A few weeks later it was time for my courtesy call. I called the lady from the legal department. After a short introduction I came to the point: “I just discovered, that your company is selling products on the internet. I could not find the shipping information.” A silence followed, so I had to repeat the message. A muffled “Thank you” followed. A few days later the web shop was off line.

In case of surprise

A special meeting was planned and the project manager was constantly talking about Rbbit. After a while I figured out, that the Rbbit was not a nice white fluffy animal appearing in the magician’s hat, but a Big Bug in the software system. “Two weeks ago we had a Rbbit. Last week we had a Rbbit. What do you expect for next week?” I answered, that another Big Bug would show up. “What are we going to do?”. I spoke up again: “I would set up an emergency procedure.” The project manager was not pleased with the answer: “Do you expect, that I will restore the complete database?”

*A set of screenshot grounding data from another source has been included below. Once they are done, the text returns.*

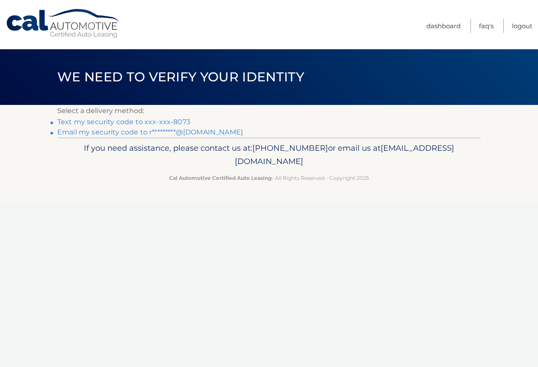 This screenshot has height=367, width=538. I want to click on p: If you need assistance, please contact us at: or email us at, so click(269, 155).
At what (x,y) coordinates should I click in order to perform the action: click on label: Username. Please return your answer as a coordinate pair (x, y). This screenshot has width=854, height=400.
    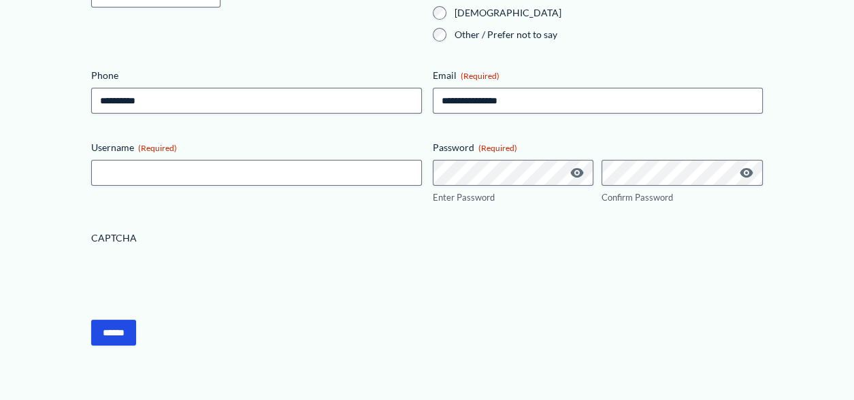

“If wrong information is sent to the customers, then a new mail must be sent to them, that they should ignore the information in the sent mail. You could also add information, when the right information will be sent. The next step is to investigate and solve the problem.” The project manager finally agreed: he needed phone numbers of people in the operations department and operational measures.

What’s it in for them?

As a software tester it is very tempting to use different plug ins in your browser to analyse web sites. During one of my trials I encountered a tool, which provided me much information. I did not understand, why the tool was given away for free. The web site for the plug in tool was basically stressing the benefits. At that moment I was doubtful, whether I had installed malware.

After more extensive searches on the web I discovered a related business web site, which offered information about websites. This information was gathered by users using the above mentioned plug in. So the business model was as follows: determine, which information is useful for IT people. Provide a free tool for collecting information and sell the gathered information with a nice profit.